The Rule of Nines is a method for quickly estimating how much of the body’s skin has been burned. It divides the adult body into sections, each representing roughly 9% (or a multiple of 9%) of total body surface area. First published by Alexander Burns Wallace in 1951, it remains the most widely used burn assessment tool because it’s fast and requires no special equipment.
The percentage of skin burned, called total body surface area or TBSA, directly determines how aggressively a burn needs to be treated. Getting that number right matters: it guides fluid replacement, hospital transfer decisions, and overall treatment planning.
How the Percentages Break Down in Adults
The system assigns specific values to each body region. For an adult of average build:
- Head and neck: 9% (front and back combined)
- Each arm and hand: 9%
- Chest (front): 9%
- Abdomen (front): 9%
- Upper back: 9%
- Lower back: 9%
- Each leg and foot: 18% (front and back combined)
- Genital area: 1%
Add those up and you get 100%. The beauty of the system is its simplicity. Someone with burns covering the entire front of one leg and the entire front torso, for example, would be estimated at about 27% TBSA (9% for the front of the leg plus 18% for the chest and abdomen). That quick calculation tells medical teams whether the person needs specialized burn center care and how much fluid replacement to start with.
Why the Numbers Change for Children
Children, especially infants, have proportionally larger heads and shorter legs than adults. A baby’s head accounts for a much larger share of total skin surface, so using the adult chart would underestimate head burns and overestimate leg burns.
The adjustment is straightforward: for every year of life, subtract 1% from the head and add 0.5% to each leg. A one-year-old’s head, for instance, represents closer to 18% of body surface area rather than the 9% assigned to an adult. By the time a child reaches about 10, their proportions are close enough to an adult’s that the standard chart works reasonably well.
What the Burn Percentage Is Used For
The TBSA number feeds directly into decisions about fluid resuscitation, the process of replacing fluids lost through damaged skin. Burns destroy the skin’s ability to hold moisture in, and large burns can cause dangerous drops in blood volume within hours. The higher the TBSA percentage, the more fluid the body needs to maintain circulation and organ function.
Hospital teams use the TBSA figure alongside the patient’s weight to calculate how much fluid to give in the first 24 hours. Roughly half of that total goes in during the first 8 hours after the burn, with the rest spread over the following 16 hours. The goal is to keep the body hydrated enough to protect the kidneys and other organs without overdoing it, which can cause its own complications. Teams adjust the rate continuously based on how the patient responds.
Burns covering more than about 10% TBSA in children or 15 to 20% in adults generally require transfer to a specialized burn center.
Measuring Small or Scattered Burns
The Rule of Nines works best for large, continuous burns. When burns are small or scattered across different body parts, a simpler technique often gives a better estimate: the patient’s own palm, including the fingers, represents approximately 1% of their body surface area.

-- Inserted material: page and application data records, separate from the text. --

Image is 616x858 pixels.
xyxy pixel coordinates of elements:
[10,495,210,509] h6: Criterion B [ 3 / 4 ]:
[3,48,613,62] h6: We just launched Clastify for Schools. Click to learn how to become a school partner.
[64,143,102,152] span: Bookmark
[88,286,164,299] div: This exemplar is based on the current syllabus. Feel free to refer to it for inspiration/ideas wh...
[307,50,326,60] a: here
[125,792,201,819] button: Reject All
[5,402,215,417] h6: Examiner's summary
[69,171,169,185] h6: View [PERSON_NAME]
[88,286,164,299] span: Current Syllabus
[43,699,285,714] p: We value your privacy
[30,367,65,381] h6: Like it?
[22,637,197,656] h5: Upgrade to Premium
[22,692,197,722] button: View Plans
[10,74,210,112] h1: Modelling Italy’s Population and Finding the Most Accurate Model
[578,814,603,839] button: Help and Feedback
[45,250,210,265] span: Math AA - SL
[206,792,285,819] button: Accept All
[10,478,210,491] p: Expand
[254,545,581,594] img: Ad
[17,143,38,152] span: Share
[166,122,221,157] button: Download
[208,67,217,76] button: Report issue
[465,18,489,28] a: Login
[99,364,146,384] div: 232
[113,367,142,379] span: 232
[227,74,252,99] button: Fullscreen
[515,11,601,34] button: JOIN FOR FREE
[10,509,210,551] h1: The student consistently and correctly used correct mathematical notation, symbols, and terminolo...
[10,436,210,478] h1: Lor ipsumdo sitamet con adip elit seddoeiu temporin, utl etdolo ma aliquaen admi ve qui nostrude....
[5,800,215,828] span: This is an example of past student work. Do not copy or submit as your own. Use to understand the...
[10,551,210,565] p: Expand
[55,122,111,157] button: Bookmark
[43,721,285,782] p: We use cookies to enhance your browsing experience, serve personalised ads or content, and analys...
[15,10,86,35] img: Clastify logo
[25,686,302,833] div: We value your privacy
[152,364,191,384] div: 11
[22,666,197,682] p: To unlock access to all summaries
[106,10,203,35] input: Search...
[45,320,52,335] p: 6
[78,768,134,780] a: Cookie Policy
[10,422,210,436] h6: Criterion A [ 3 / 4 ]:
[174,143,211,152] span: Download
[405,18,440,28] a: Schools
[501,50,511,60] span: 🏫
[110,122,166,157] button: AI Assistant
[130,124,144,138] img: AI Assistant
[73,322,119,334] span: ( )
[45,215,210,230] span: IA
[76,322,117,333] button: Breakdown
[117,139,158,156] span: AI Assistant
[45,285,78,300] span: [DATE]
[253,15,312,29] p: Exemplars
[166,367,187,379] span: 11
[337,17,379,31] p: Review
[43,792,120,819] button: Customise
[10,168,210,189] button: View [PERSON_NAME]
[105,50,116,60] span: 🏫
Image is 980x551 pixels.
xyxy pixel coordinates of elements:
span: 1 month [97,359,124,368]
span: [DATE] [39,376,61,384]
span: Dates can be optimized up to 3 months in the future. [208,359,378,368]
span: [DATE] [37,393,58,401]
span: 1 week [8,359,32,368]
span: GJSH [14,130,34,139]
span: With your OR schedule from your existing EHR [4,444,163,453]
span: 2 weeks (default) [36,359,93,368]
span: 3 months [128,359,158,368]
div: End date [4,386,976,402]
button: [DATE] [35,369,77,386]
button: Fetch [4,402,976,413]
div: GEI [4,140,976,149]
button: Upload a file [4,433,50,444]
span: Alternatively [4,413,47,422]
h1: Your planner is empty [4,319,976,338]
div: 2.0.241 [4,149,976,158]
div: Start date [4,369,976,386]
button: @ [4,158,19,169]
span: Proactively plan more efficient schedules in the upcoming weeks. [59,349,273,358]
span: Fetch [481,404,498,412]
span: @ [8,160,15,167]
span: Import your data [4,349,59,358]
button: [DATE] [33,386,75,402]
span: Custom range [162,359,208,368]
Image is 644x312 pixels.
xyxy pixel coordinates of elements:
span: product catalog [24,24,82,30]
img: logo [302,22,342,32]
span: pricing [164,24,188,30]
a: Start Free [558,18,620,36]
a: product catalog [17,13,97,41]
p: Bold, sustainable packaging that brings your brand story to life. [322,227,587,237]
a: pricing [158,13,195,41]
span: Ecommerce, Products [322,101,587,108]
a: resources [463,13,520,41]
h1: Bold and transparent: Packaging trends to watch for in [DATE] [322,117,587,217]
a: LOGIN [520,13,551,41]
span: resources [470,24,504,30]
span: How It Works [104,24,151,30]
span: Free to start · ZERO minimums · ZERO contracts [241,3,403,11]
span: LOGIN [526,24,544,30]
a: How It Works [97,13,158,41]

By visually comparing the burned areas to the size of the palm, responders can tally up a reasonable percentage even when the pattern is irregular.
Where the Rule of Nines Falls Short
The system was designed around an adult of average build, and it loses accuracy when body proportions differ significantly from that template. The biggest concern is obesity. People with higher body mass carry extra tissue disproportionately, particularly around the abdomen. That means the trunk may represent a larger share of total surface area than the standard 36% (front and back torso combined), while the limbs represent a smaller share.
This isn’t a minor academic point. Underestimating or overestimating TBSA in an obese patient can lead to too little or too much fluid replacement. Obese patients are already more likely to have underlying conditions like high blood pressure or organ stress from fatty tissue buildup, making them more vulnerable to the effects of getting the fluid calculation wrong. Research has found that clinician estimates vary widely in obese patients, and there is ongoing work to develop adjusted formulas that account for different body shapes.
Even in patients of average weight, the Rule of Nines is an estimate, not a precise measurement. Studies consistently show that different clinicians assessing the same burn can arrive at different TBSA figures. The system trades precision for speed, which is the right tradeoff in an emergency where decisions need to happen in minutes. More precise tools, such as computer-based body mapping, exist for fine-tuning the assessment once the patient reaches a burn center.